Skip to content
New issue

Have a question about this project? Sign up for a free GitHub account to open an issue and contact its maintainers and the community.

By clicking “Sign up for GitHub”, you agree to our terms of service and privacy statement. We’ll occasionally send you account related emails.

Already on GitHub? Sign in to your account

Added __format__ method #76

Open
wants to merge 8 commits into
base: 2023-01-26-no-more-py2
Choose a base branch
from

Conversation

jonathaneunice
Copy link

  • allows specifying precision in inline string formatting
  • e.g. 'size: {:0.1f}'.format(s)
  • using standard string formatting, not just bitmath.format
  • adds corresponding tests

Short description: Adds a format method to enable in-line string interpolation

If you have a bitmath object (of whatever unit), it's handy to be able to interpolate that value directly in a format string. E.g.:

size = bitmath.MiB(2.847598437)
print('size: {:.1f}'.format(size))

A__format__ method makes this possible. It's even neater in Python 3.6 and following, with its ability to automatically interpolate variables into strings.

size = bitmath.MiB(2.847598437)
print(f'size: {size:.1f}')

- allows specifying precision in inline string formatting
- e.g. 'size: {:0.1f}'.format(s)
- using standard string formatting, not just bitmath.format
- adds corresponding tests
@jonathaneunice
Copy link
Author

The CI failures appear to be related to outdated configuration of the requirements, which I did not change, not test breakage.

@jonathaneunice
Copy link
Author

Using modern python3 versions (the 3.3 branch ended its official supported life on September 29, 2017), the tests pass.

@tbielawa
Copy link
Owner

tbielawa commented Jul 3, 2018

Thanks for the PR! I'll try to take a gander at this today. I'm excited about this one.

# obeys the global format_string instead
actual_result = 'size: {size:.1f}'.format(size=size)
self.assertEqual(expected_result, actual_result)
bitmath.format_string = orig_fmt_str
Copy link
Owner

Choose a reason for hiding this comment

The reason will be displayed to describe this comment to others. Learn more.

I see it repeated in test_inline_format_override as well. Do you think this duplication could be cleaned up by adding this to a tearDown() method? Seems like a cheap and safe way to ensure we don't forget to do that again in later tests.

@@ -413,6 +413,19 @@ def __str__(self):
global format_string
return self.format(format_string)

def __format__(self, format_spec):
Copy link
Owner

Choose a reason for hiding this comment

The reason will be displayed to describe this comment to others. Learn more.

For the purpose of updating the documentation later, can you tell me some of the limitations of this? Additional more complex examples would be even better. Even just a gist w/ you playing around with this in a python interpreter showing example input and output would be helpful. Like, as a user, still you use the various instance attributes in formatting? I think so, since the __format__ method ultimately calls out to self.format, but I'd like some more examples and such 😄

@tbielawa
Copy link
Owner

tbielawa commented Jul 3, 2018

I'd like this squashed down into a shorter number of commits if you can please. One or a couple, whichever makes more sense to you.

@@ -4,13 +4,18 @@ notifications:
branches:
only:
- master
- format-method
Copy link
Owner

Choose a reason for hiding this comment

The reason will be displayed to describe this comment to others. Learn more.

I'm reading your comments in the PR thread and seeing that message about CI failures. Once this is in a state ready to merge we can remove this extra branch, right?

Copy link
Author

Choose a reason for hiding this comment

The reason will be displayed to describe this comment to others. Learn more.

Yes, I'll squash the commits, rebase out the development branch, and provide some examples.

@tbielawa
Copy link
Owner

@jonathaneunice this is a nice PR, do you still feel like trying to get this cleaned up and able to merge?

@florisla
Copy link

It would be great to include this in bitmath. Especially with Python 3.6's f-strings.

byte_counts = [1, 1025, 1026*1024, 1027*1024*1024, 1028*1024*1024*1024]
for byte_count in byte_counts:
    size = bitmath.Byte(byte_count).best_prefix()
    print(f"{size.value:8.3f} {size.unit:>4}"))
1.000 Byte
1.001  KiB
1.002  MiB
1.003  GiB
1.004  TiB

@tbielawa tbielawa changed the base branch from master to 2023-01-26-no-more-py2 February 5, 2023 23:31
Sign up for free to join this conversation on GitHub. Already have an account? Sign in to comment
Labels
None yet
Projects
None yet
Development

Successfully merging this pull request may close these issues.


- Exercise
Across the entries below, count the lines that contain the word "JOGGER" and reply with that number only.

- Records provided
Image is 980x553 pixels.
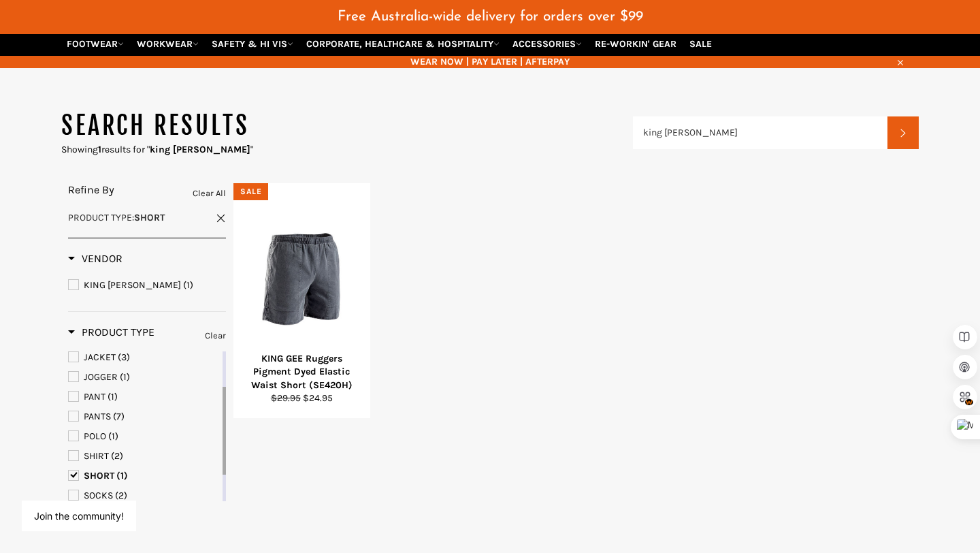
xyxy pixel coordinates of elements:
a: PANT [68,390,220,404]
span: PANT [84,390,105,403]
span: (1) [117,470,128,481]
a: SHIRT [68,448,220,463]
a: KING GEE [68,278,226,293]
span: (1) [107,390,117,403]
a: ACCESSORIES [507,32,587,56]
span: (1) [108,431,118,442]
h3: Product Type [68,325,155,339]
a: JACKET [68,350,220,365]
span: Product Type [68,212,132,223]
span: (1) [183,279,193,291]
a: JOGGER [68,370,220,385]
a: SALE [684,32,718,56]
strong: king [PERSON_NAME] [150,144,251,155]
a: FOOTWEAR [62,32,130,56]
a: POLO [68,429,220,444]
button: Join the community! [34,510,124,521]
div: KING GEE Ruggers Pigment Dyed Elastic Waist Short (SE420H) [242,352,362,391]
a: PANTS [68,409,220,424]
strong: SHORT [134,212,165,223]
a: Product Type:SHORT [68,211,226,224]
span: Free Australia-wide delivery for orders over $99 [337,9,643,24]
a: SHORT [68,468,220,484]
span: (2) [111,450,123,461]
a: SAFETY & HI VIS [206,32,299,56]
span: WEAR NOW | PAY LATER | AFTERPAY [62,55,919,68]
a: RE-WORKIN' GEAR [590,32,682,56]
a: KING GEE Ruggers Pigment Dyed Elastic Waist Short (SE420H)KING GEE Ruggers Pigment Dyed Elastic W... [233,183,370,418]
span: Product Type [68,325,155,338]
a: CORPORATE, HEALTHCARE & HOSPITALITY [301,32,505,56]
span: (3) [117,351,130,363]
a: Clear All [193,186,226,201]
span: JOGGER [84,371,117,383]
span: KING [PERSON_NAME] [84,279,181,291]
span: POLO [84,431,106,442]
input: Search [633,117,888,149]
a: SOCKS [68,488,220,503]
span: PANTS [84,410,111,422]
span: (2) [115,489,128,501]
span: SOCKS [84,489,113,501]
span: JACKET [84,351,116,363]
span: SHORT [84,470,115,481]
h3: Vendor [68,252,123,266]
span: (7) [113,410,125,422]
span: Refine By [68,183,115,196]
strong: 1 [98,144,102,155]
h1: Search results [62,109,633,143]
span: Vendor [68,252,123,265]
a: Clear [205,328,226,343]
a: WORKWEAR [131,32,204,56]
span: : [68,212,165,223]
p: Showing results for " " [62,143,633,156]
span: SHIRT [84,450,109,461]
span: (1) [120,371,130,383]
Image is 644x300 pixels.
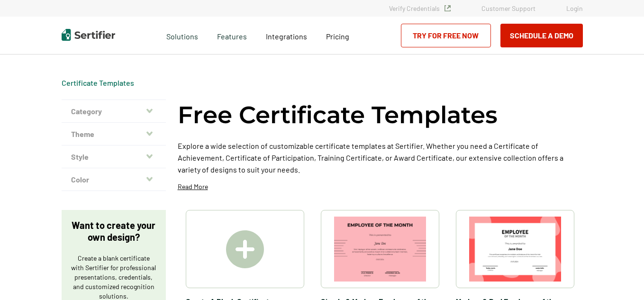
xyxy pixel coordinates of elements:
img: Modern & Red Employee of the Month Certificate Template [469,217,561,282]
p: Read More [178,182,208,192]
img: Create A Blank Certificate [226,231,264,269]
a: Integrations [266,29,307,41]
a: Certificate Templates [62,78,134,88]
img: Verified [444,5,450,12]
a: Verify Credentials [389,4,450,12]
span: Integrations [266,32,307,41]
a: Try for Free Now [401,24,491,47]
button: Theme [62,123,166,146]
span: Features [217,29,247,41]
a: Customer Support [481,4,536,12]
p: Want to create your own design? [71,220,156,243]
span: Pricing [326,32,349,41]
span: Solutions [166,29,198,41]
img: Simple & Modern Employee of the Month Certificate Template [334,217,426,282]
h1: Free Certificate Templates [178,100,498,130]
button: Category [62,100,166,123]
div: Breadcrumb [62,78,134,88]
a: Login [566,4,583,12]
a: Pricing [326,29,349,41]
img: Sertifier | Digital Credentialing Platform [62,29,115,41]
button: Style [62,146,166,168]
button: Color [62,168,166,191]
p: Explore a wide selection of customizable certificate templates at Sertifier. Whether you need a C... [178,140,583,176]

- Exercise solution
2